Page 76
Story: The Replacement Duchess
“You need not see the good in something that was bad,” Diana sighed, but he simply shrugged.
“I try to see the best in situations, and when it comes to that one, well, there is not much good to say about it. I learned to hide theweakness in me, to turn people away with a sneer, and to stand up for myself, as I knew that nobody else ever would. Then when my father died, my brother got everything that he had always wanted, and I never went to the funeral.”
“Did you like your brother, at least?”
“I may have, under different circumstances, but in our position, it was not particularly the done thing to show any form of affection. He enjoyed being the favorite and the only one of any importance. It was all he had cared about, and so protecting me was not something that he ever did.”
“Then it is a good thing that you can do it for yourself now.”
“Do you not think me cruel for not attending my father’s funeral?”
“Why would I? I highly doubt that I shall attend my own father’s for much the same reason. You do not owe peace to someone who never allowed you to have any for yourself.”
“I suppose that I thought it was a cruel action, and in a way I liked it. After all, he had expected me to die in the war every bit as much as I had, but I did not, and he passed away shortly after my return. I thought that, at last, I could pursue studies of some kind. That is where it all became murky.”
Diana blinked at him.
“When my brother took over the title and the estate, he went to London to settle a few matters. I went to stay with him, and that is where the accident happened. To this day, I do not know what happened. One moment, he was telling me about some lady he had ‘conquered,’ and the next thing that I knew he was tumbling down the staircase.”
Diana’s hand flew to her mouth. “So you mean that… that you saw it?”
“I had thought it some cruel joke at first.

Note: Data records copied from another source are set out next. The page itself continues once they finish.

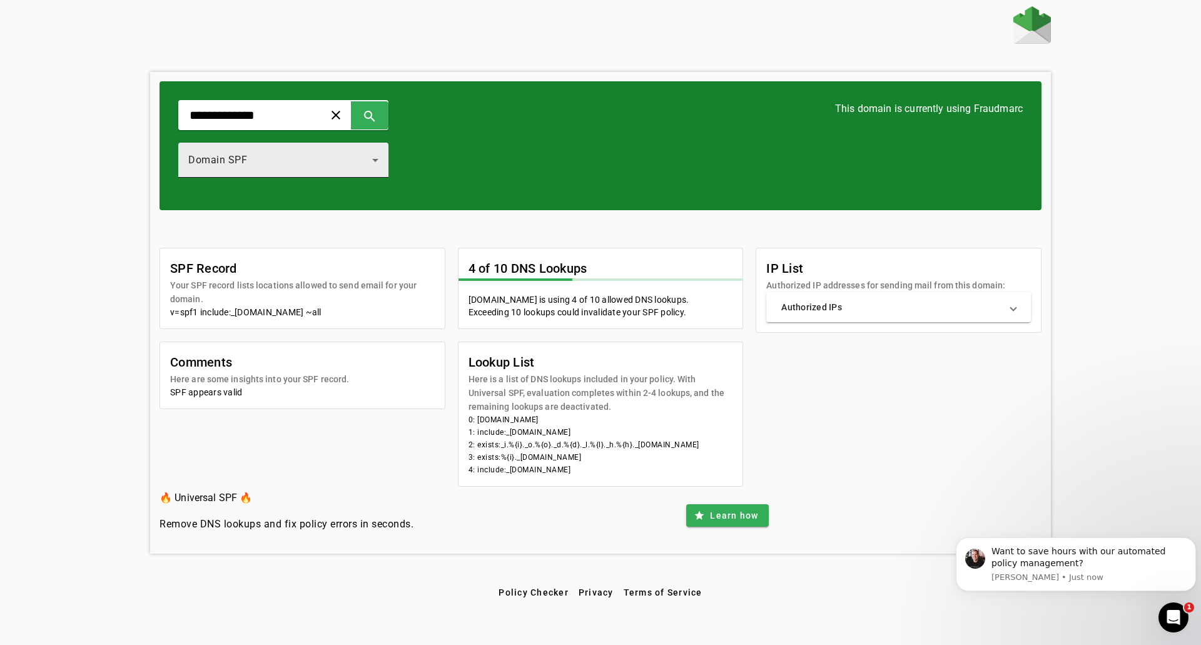  What do you see at coordinates (596, 592) in the screenshot?
I see `span: Privacy` at bounding box center [596, 592].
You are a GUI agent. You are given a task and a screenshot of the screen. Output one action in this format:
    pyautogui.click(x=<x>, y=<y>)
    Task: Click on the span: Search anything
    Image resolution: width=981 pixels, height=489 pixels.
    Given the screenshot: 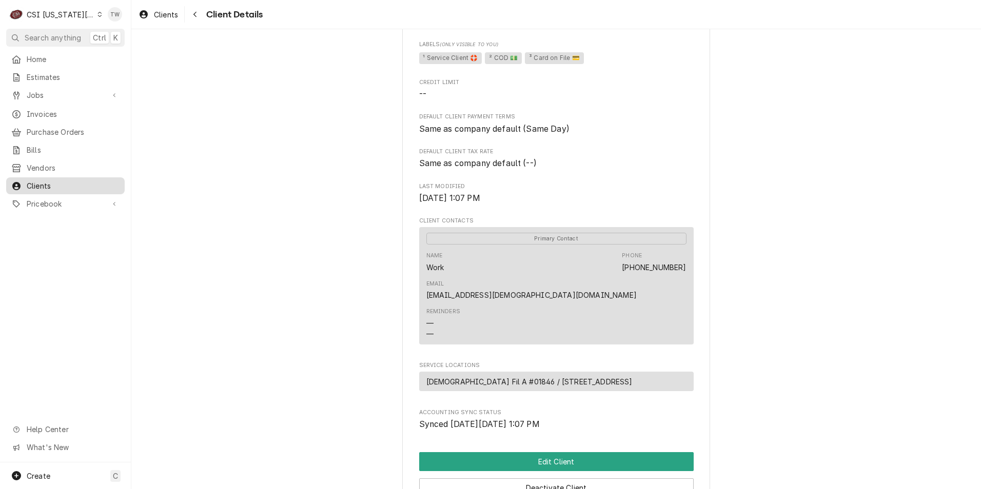 What is the action you would take?
    pyautogui.click(x=53, y=37)
    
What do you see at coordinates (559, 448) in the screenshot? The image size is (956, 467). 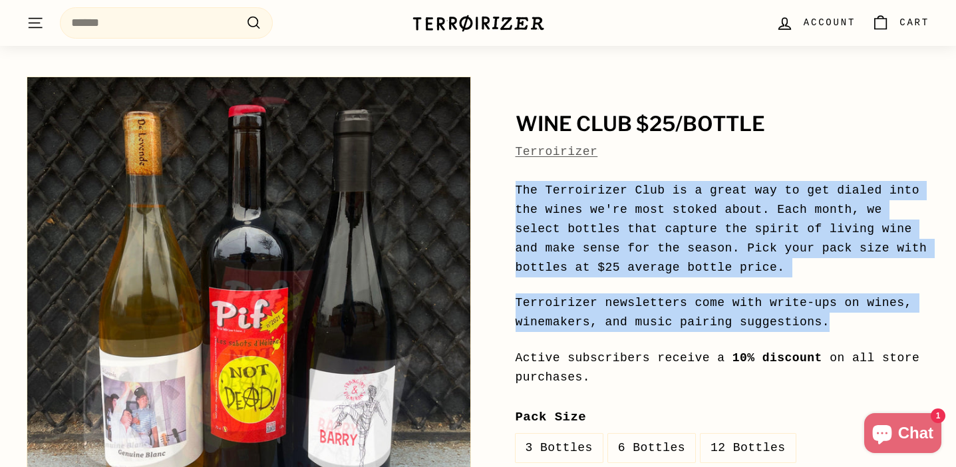 I see `label: 3 Bottles` at bounding box center [559, 448].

I thought that he would sit up, laughing at the shock on my face, and then I would appear to be the fool. I was laughing myself, trying to make him give up the joke and get the teasing over and done with, and that was when a maid saw us. She did not see it the way that I did. She rushed to him and began screaming for help. I followed after her, and when I realized that there had been an accident, there was nothing that could be done. He was already gone.”
“That sounds harrowing. I cannot believe that you went through such an ordeal without being driven mad.”
“In truth, it was the aftermath that was maddening. I should have been grieving, not only the loss of my brother but the sudden change in my life. Just as I thought I would be escaping the threat of war, I was thrust into another role that I did not want. Then, along with all of that, I had the entirety of thetonin the complete and utter belief that I had done it, that I had killed my own brother in order to take the dukedom for myself.”
“And I suppose that as a duke, it is unwise to tell people that you did not wish to be a duke in the first place.”
“No, although it was tempting. Instead, I played my part and attended gatherings and was an upstanding citizen physically, although I cannot say that I was a joy to be around.”
“You are certainly known for being… unwelcoming,” Diana said gently, thinking back to the whisperings that Samantha had heard about him.
“And now you know that is not who I am,” he sighed. “But I thought that was the best way to be—cold and uncaring and aloof. If people feared me, they would leave me alone, and I could do all of the things I wished to do. However, when I tried to go into that library, all that I could hear was my father.”
“What do you mean?”
“He used to hate that room. He would stand over me while I was in it, threatening to?—”
He stopped short. Diana looked up at him, but he seemed uneasy about what he had to say.
“He would threaten to burn it down.”
Diana had hated fires since the accident. It had taken her a long time to use candles and lamps, even when she was no longera child, because she knew what could happen if one was not careful.
“Did he truly hate the idea of you learning that much?”
“He seemed to hate everything I did. I wanted more than anything to go in there and read and do all of the things that I had been denied for years, but something about that room and all of the things in it made it impossible, so I locked it and ensured that staff did not enter it. I left that part of myself behind, promising myself that I would shut myself off and never allow anyone else to see that side of me. Then I met you.”
Diana did not know what to say. She did not know what she had done to change him, save for the fact that she had cleaned the room and he was now sitting in it.
“I saw you and Samantha,” he explained. “I saw that the two of you had so much love for each other, and how in spite of everything that you have been through, you cared for your sister, even trying to find a way to care for her if she would rather read and never take a husband. I thought about that often, and how I wished I could have had someone like you. Somewhere along the way, I suppose I became glad that I had you. Maybe—maybe one day I can stop feeling so guilty for wanting something for myself.”
With that, the man that Diana had come to know hunched over as if he were a boy. He was quiet and fragile, and she did not know what to do besides hold him and whisper to him that everything would be alright.
And so that is precisely what she did.
With tears in her eyes, she reached out to hold his cheek, stroking it with her thumb. She felt him crumble into her, letting out a breath that he must have been holding for a long time.